Start Me Up: Jackson Artists Champion Community Supported Art
+ Story by Meg Daly
+ Photography by Latham Jenkins
Temperatures dipped below zero the night of December 5, 2013. But inside an elegant private home in Jackson Hole, Moroccan lentil soup simmered on the stove while a group of 40 artists and arts supporters buzzed with excitement. They were attending a very different sort of dinner party.
The party was called “Starters.” Produced by several artists and writers to provide a simple, direct way for their community to support local artists, Starters featured presentations by five artists and a meal made by volunteer chefs. Guests chipped in $25 or more for the meal, and, in exchange, received a ballot. During dinner, the artists stood up and offered proposals on what they would do with the door money, were they to win. Diners cast their votes, ballots were collected, and during a dessert of chocolate caramel cookies and pumpkin cupcakes, a winner was announced. Printmaker Walt Gerald went home with $1,000 to create a series of prints about Wyoming environmental and wildlife issues.
This kind of direct, unrestricted funding to artists is part of a nationwide trend. Often led by artists themselves, micro-granting dinner parties and community-supported art projects are cropping up all over. A group out of Chicago called InCUBATE is credited with developing the idea for the meal-based micro-grant in 2007.
“Winning was about more than just the money,” Gerald says. “I am in the fairly early stages of my artistic career, and the recognition I’ve received as a result of Starters was inspiring. I am now more driven than ever to continue my work here in Jackson.”

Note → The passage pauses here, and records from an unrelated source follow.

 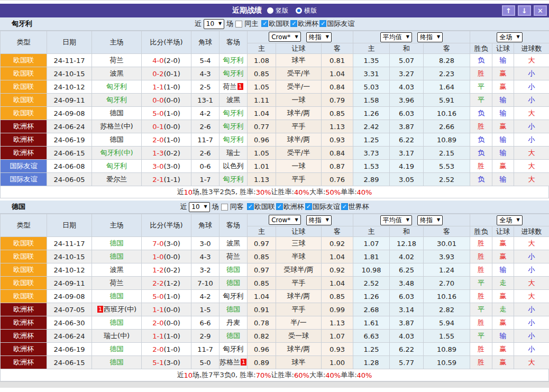 I want to click on match-row: 欧洲杯24-06-15德国5-1(3-0)5-0苏格兰10.89球半1.001.…, so click(x=275, y=363).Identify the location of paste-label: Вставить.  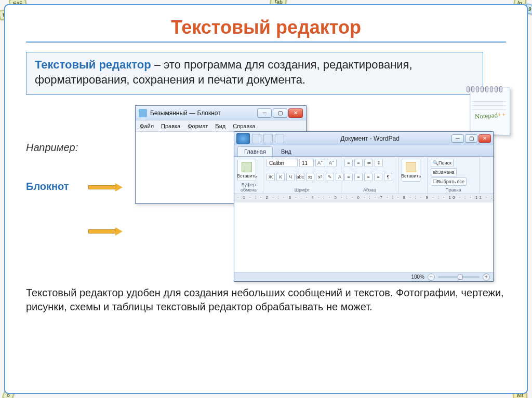
(247, 176).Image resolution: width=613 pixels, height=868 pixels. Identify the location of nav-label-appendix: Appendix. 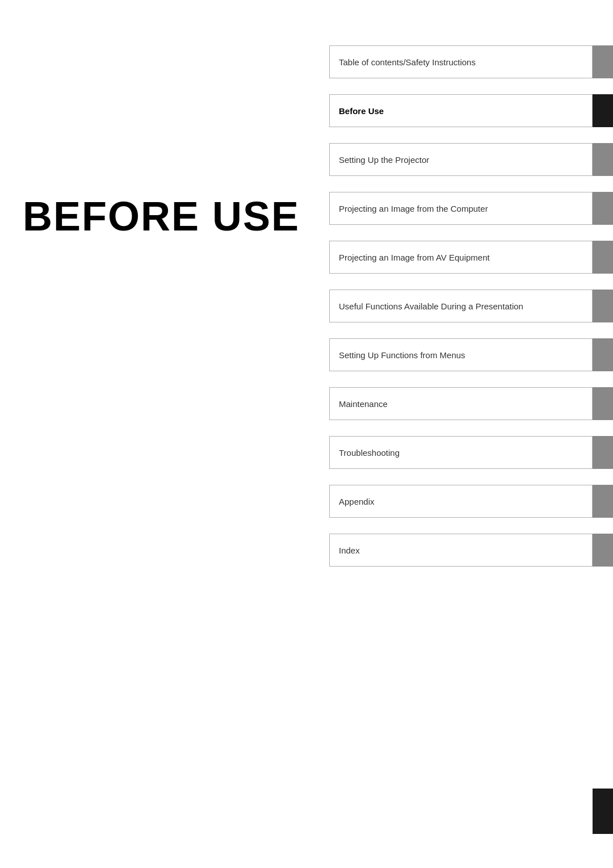
(461, 501).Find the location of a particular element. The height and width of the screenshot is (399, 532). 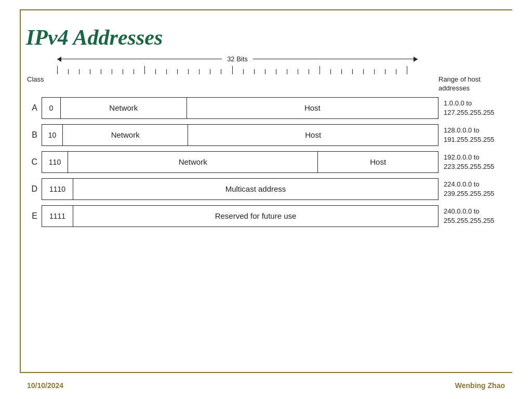

border-bottom is located at coordinates (266, 373).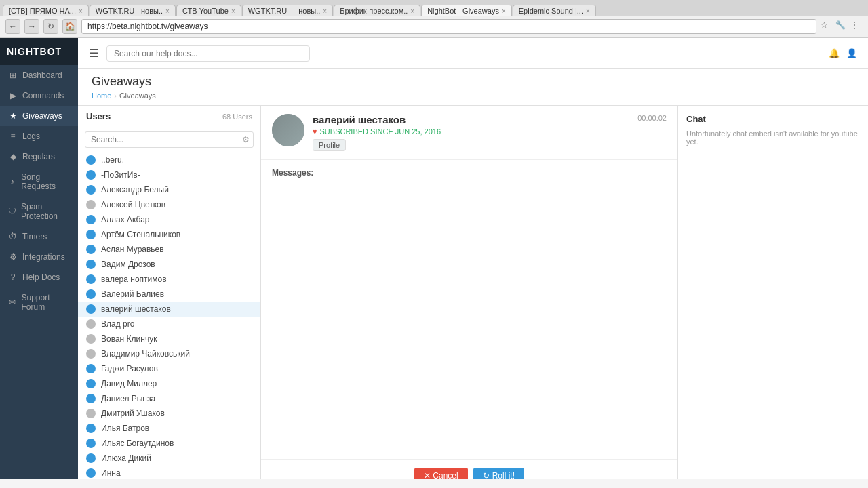 The image size is (868, 488). Describe the element at coordinates (102, 96) in the screenshot. I see `breadcrumb-home-link: Home` at that location.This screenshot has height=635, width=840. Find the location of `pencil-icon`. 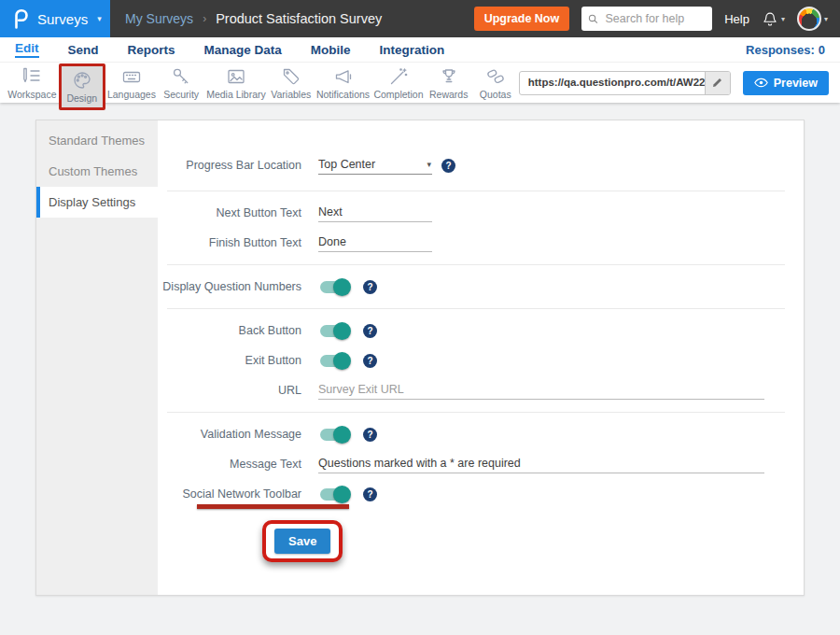

pencil-icon is located at coordinates (717, 82).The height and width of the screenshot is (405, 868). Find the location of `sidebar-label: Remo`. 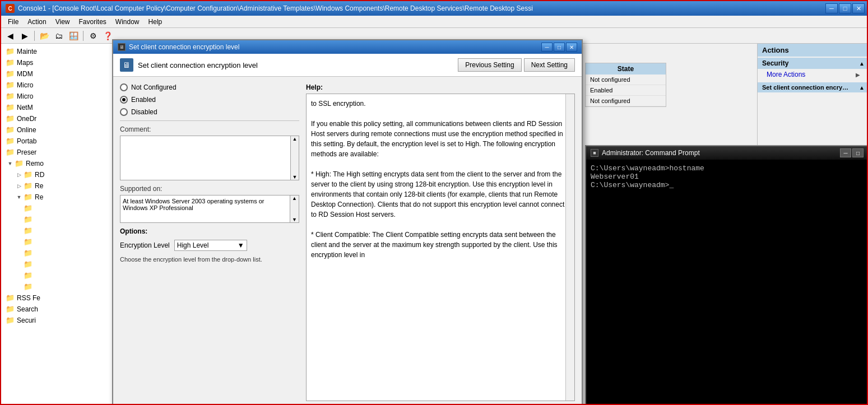

sidebar-label: Remo is located at coordinates (35, 164).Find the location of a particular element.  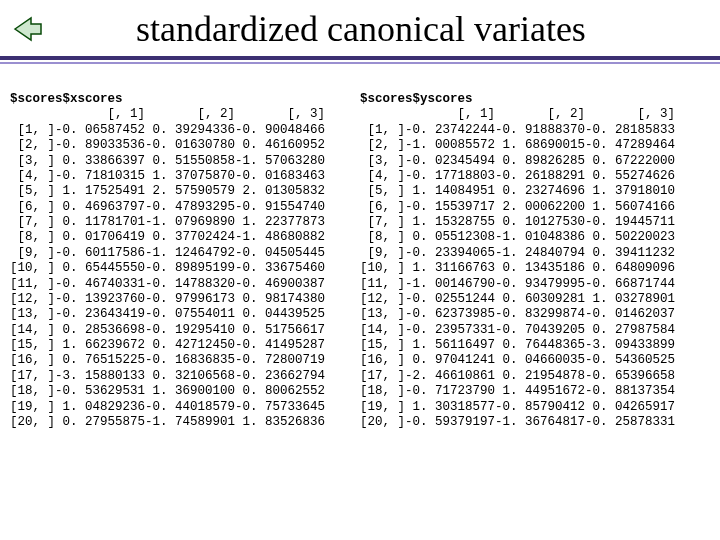

block-title: $scores$xscores is located at coordinates (66, 99).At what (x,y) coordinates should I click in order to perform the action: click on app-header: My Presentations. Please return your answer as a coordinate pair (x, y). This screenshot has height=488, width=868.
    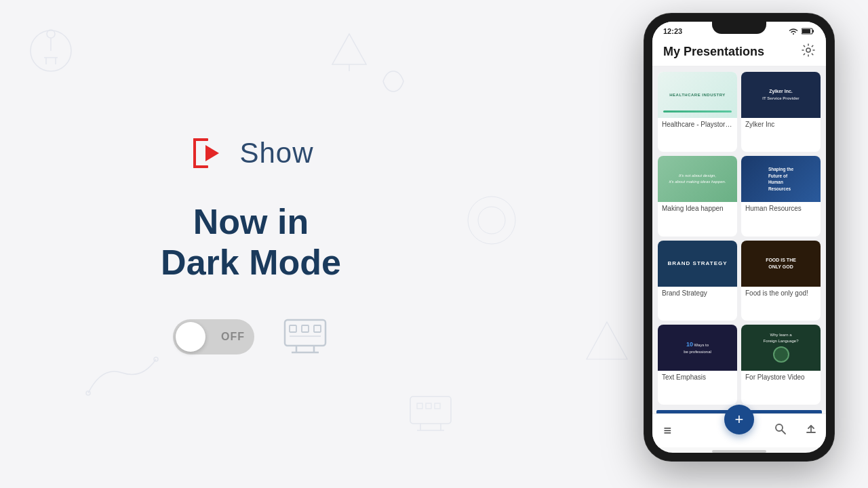
    Looking at the image, I should click on (739, 52).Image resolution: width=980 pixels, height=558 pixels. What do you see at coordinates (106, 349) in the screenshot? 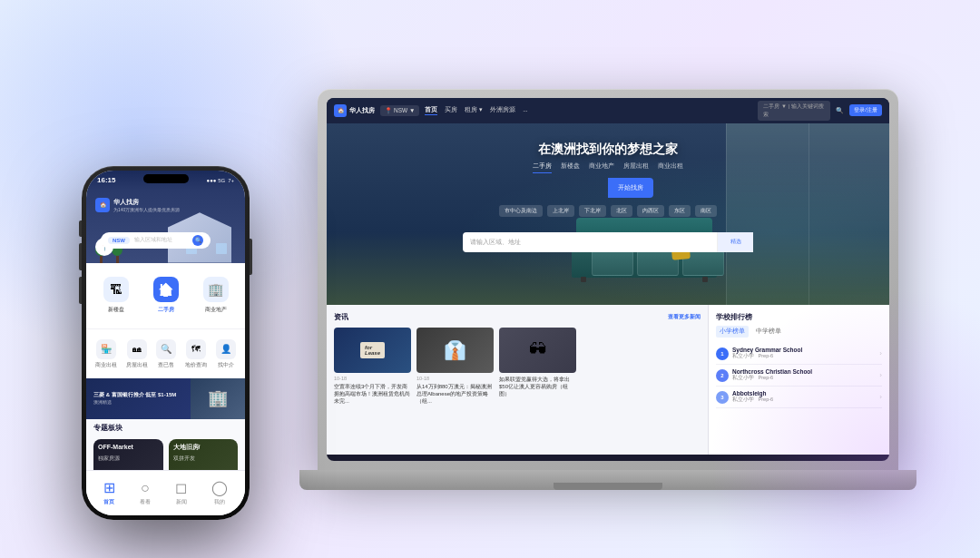
I see `subcat-icon-biz-rent: 🏪` at bounding box center [106, 349]. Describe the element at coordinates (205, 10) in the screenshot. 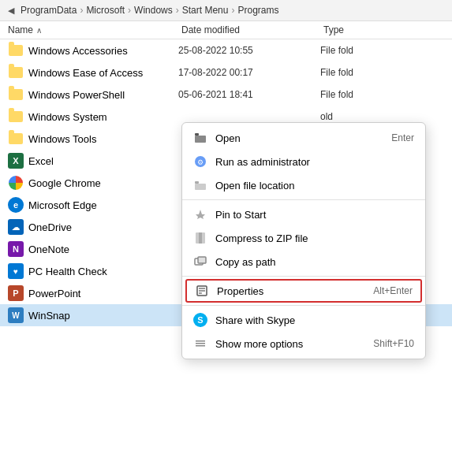

I see `breadcrumb-part-4: Start Menu` at that location.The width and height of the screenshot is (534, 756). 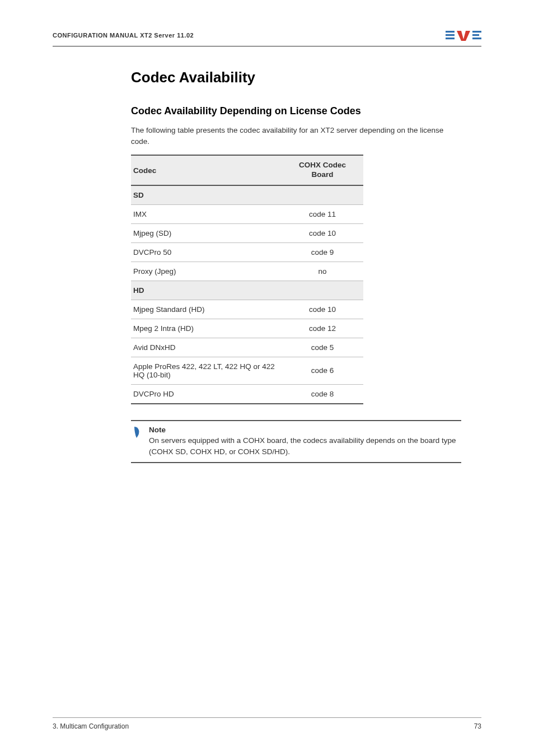 What do you see at coordinates (247, 328) in the screenshot?
I see `table-row: Mpeg 2 Intra (HD)code 12` at bounding box center [247, 328].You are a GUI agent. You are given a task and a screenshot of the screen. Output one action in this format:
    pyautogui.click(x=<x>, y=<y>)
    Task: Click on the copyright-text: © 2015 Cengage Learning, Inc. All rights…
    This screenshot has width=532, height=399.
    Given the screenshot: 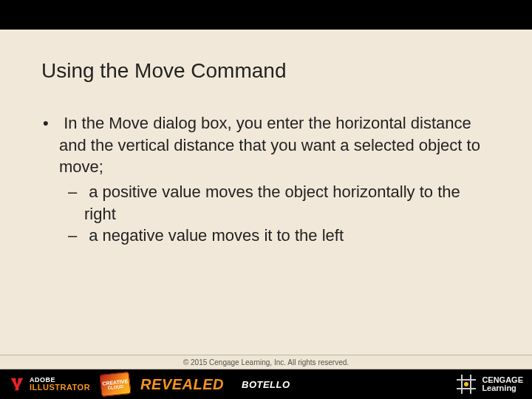 What is the action you would take?
    pyautogui.click(x=266, y=362)
    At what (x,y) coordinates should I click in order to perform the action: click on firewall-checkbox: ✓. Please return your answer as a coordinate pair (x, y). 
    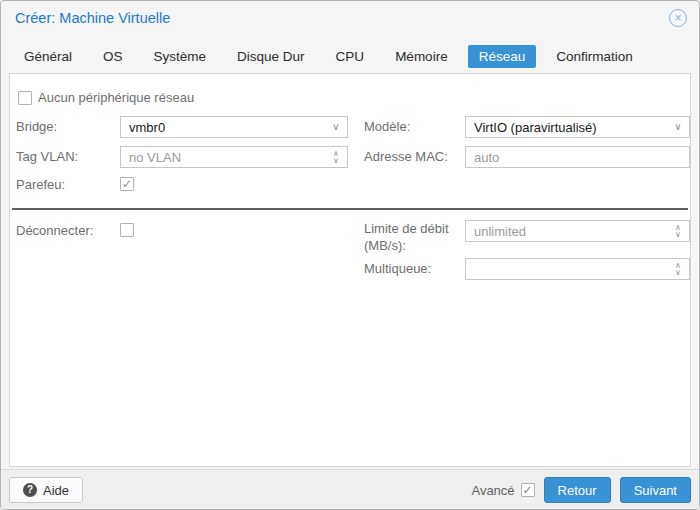
    Looking at the image, I should click on (127, 184).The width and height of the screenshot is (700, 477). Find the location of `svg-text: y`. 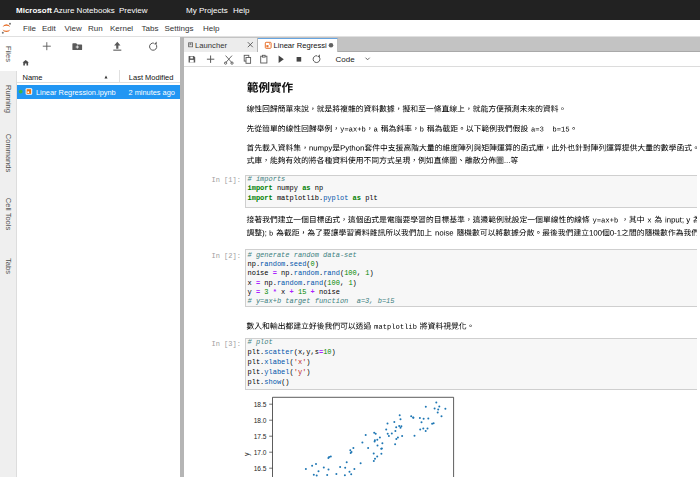

svg-text: y is located at coordinates (247, 454).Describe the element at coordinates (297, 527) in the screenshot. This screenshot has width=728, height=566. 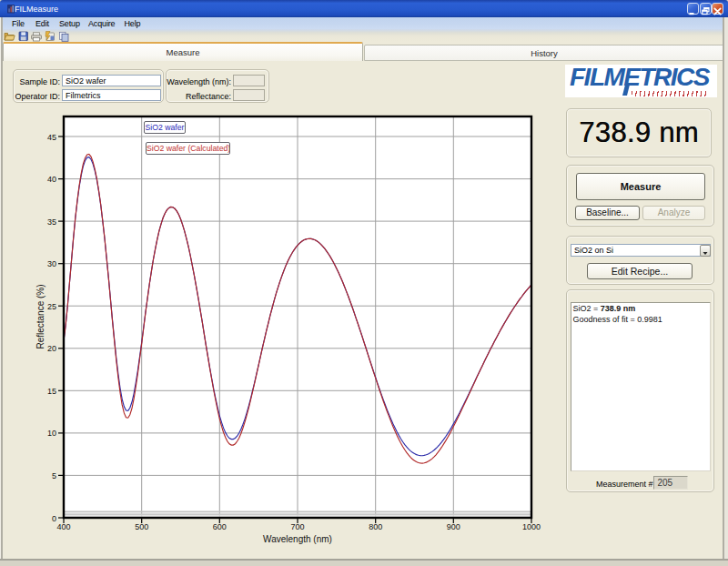
I see `svg-text: 700` at that location.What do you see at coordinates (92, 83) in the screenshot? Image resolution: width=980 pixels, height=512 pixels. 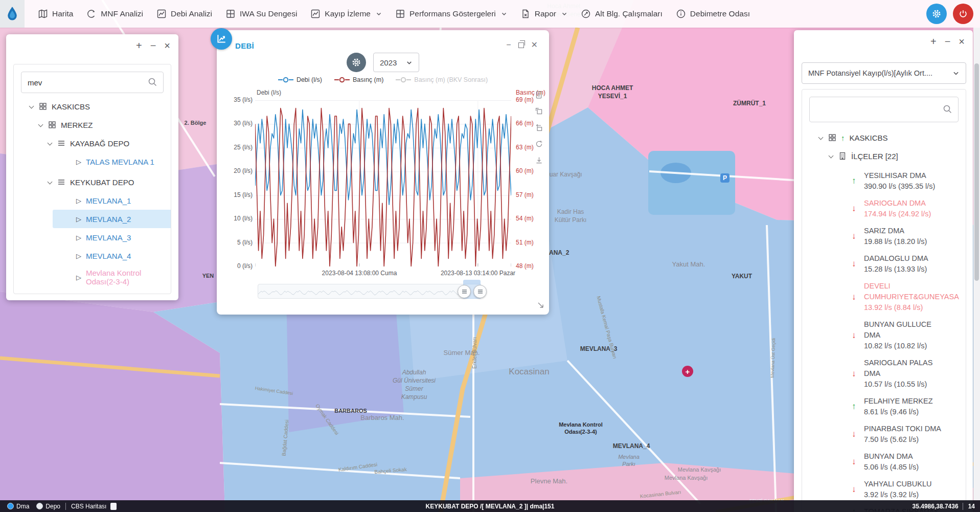 I see `tree-search-input` at bounding box center [92, 83].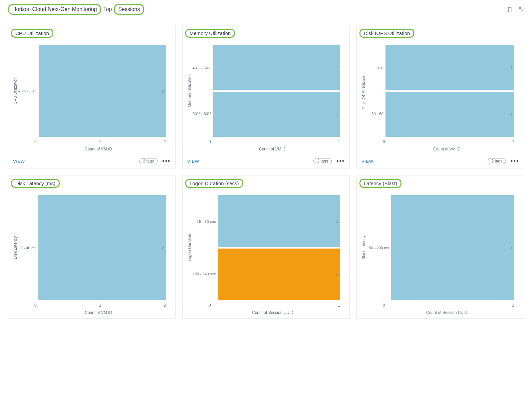 This screenshot has width=532, height=410. Describe the element at coordinates (521, 9) in the screenshot. I see `expand-icon` at that location.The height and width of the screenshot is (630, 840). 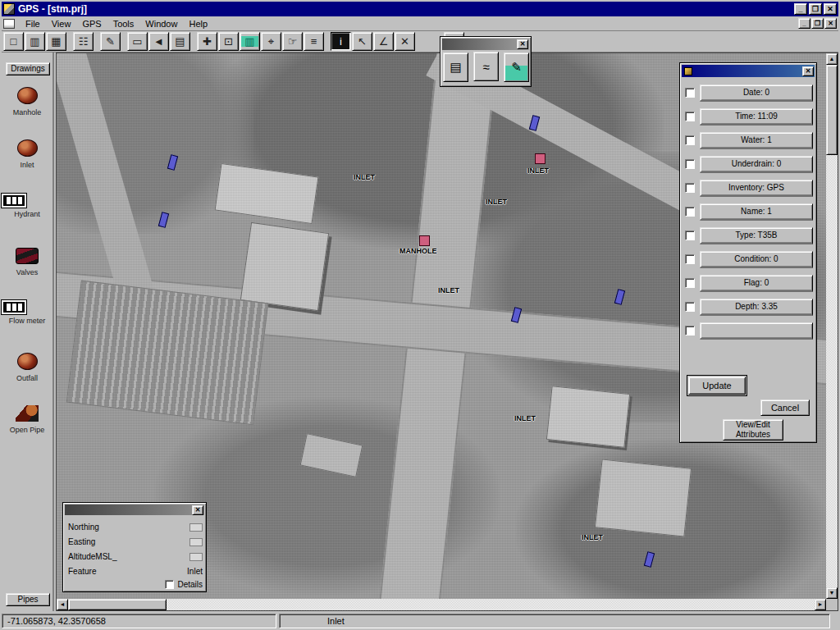 What do you see at coordinates (27, 112) in the screenshot?
I see `sidebar-item-label: Manhole` at bounding box center [27, 112].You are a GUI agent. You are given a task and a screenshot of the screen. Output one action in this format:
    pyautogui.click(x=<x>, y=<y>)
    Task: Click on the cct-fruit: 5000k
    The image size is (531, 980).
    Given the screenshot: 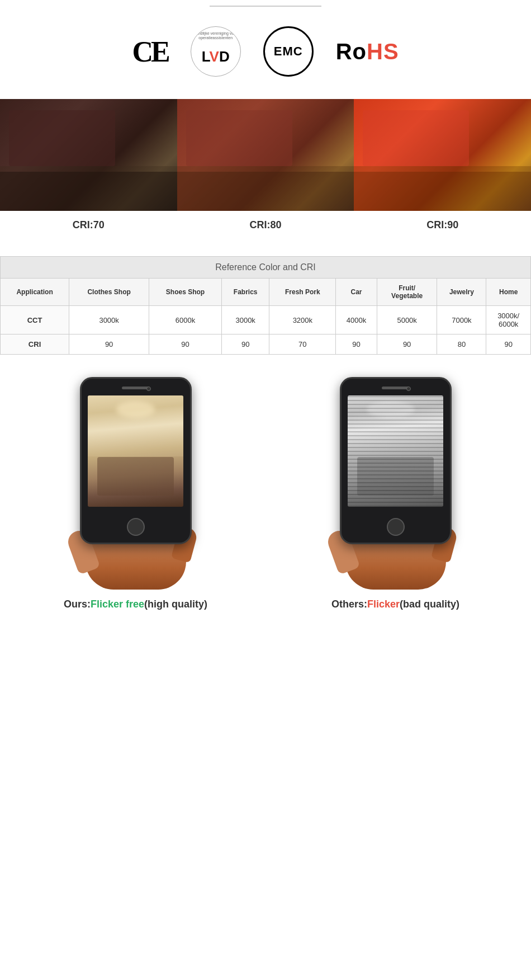 What is the action you would take?
    pyautogui.click(x=407, y=320)
    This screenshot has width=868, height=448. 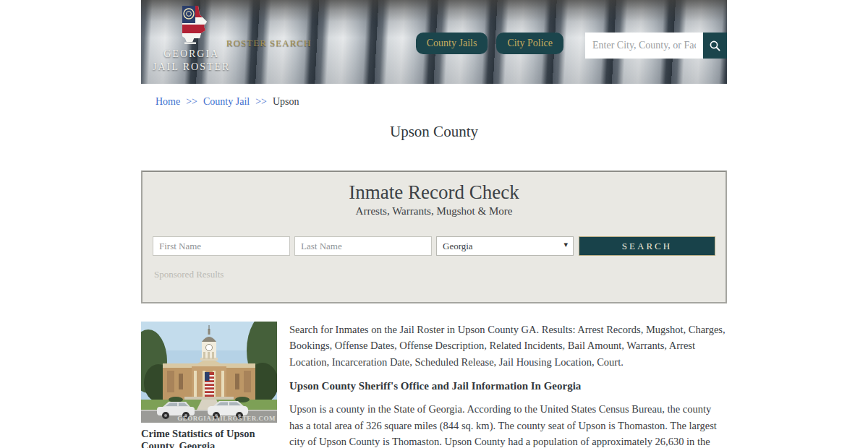 I want to click on record-search-button: SEARCH, so click(x=647, y=246).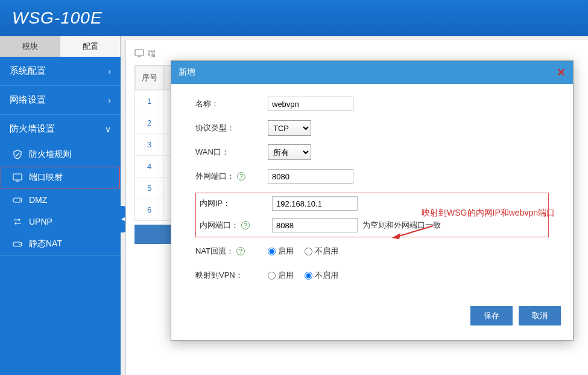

While some dinner parties take place in school gyms or arts centers, the Jackson model started in private homes, providing a special intimacy to the event.
Wilson, Wyoming-based interior designer Nanette Mattei attended Starters not knowing what to expect. She left with a deeper connection to the valley’s art scene. “I enjoyed the presentations and meeting new people who have a passion for the arts,” Mattei says.
Events like Starters provide artists with an opportunity to talk about their art in public, a difficult skill that not all artists enjoy. “Artists learn how to give voice to what they are doing,” Alissa Davies says. She’s a visual artist and a previous presenter at a Starters dinner, in September 2013. “It’s about vulnerability and encouraging artists to tell their own story—there are not many forums for that.”
Photographer Vanessa Sulzer, a presenter at the December Starters, concurred. “It was definitely good for me to be out of my comfort zone.”
As a pilot program, Starters was a great success. Now, Jackson artists and arts administrators are in conversation about developing a sustainable model to keep the meal-based micro-grant event going. In the meantime, grassroots-minded arts supporters in the Jackson area can look to a new Community Supported Art program spearheaded by Davies.
Based on the Community Supported Agriculture model, in which consumers buy shares of seasonal food directly from local farms, Community Supported Art provides collectors with a new way of investing in local art.
“CSA Jackson Hole” will select nine artists to create 40 “shares” for their program. Interested collectors will purchase a share and, in return, receive crates of locally produced artwork at three pick-up parties during the summer of 2014. Featured works could include a run of screen-prints, a series of small tea cups, a series of photographs, tickets to an upcoming intimate performance or event, letterpress editions of a poem or small original paintings.
“Connecting people is a form of creativity itself that strengthens community,” Davies says. “Art is important to the fabric of where we live.”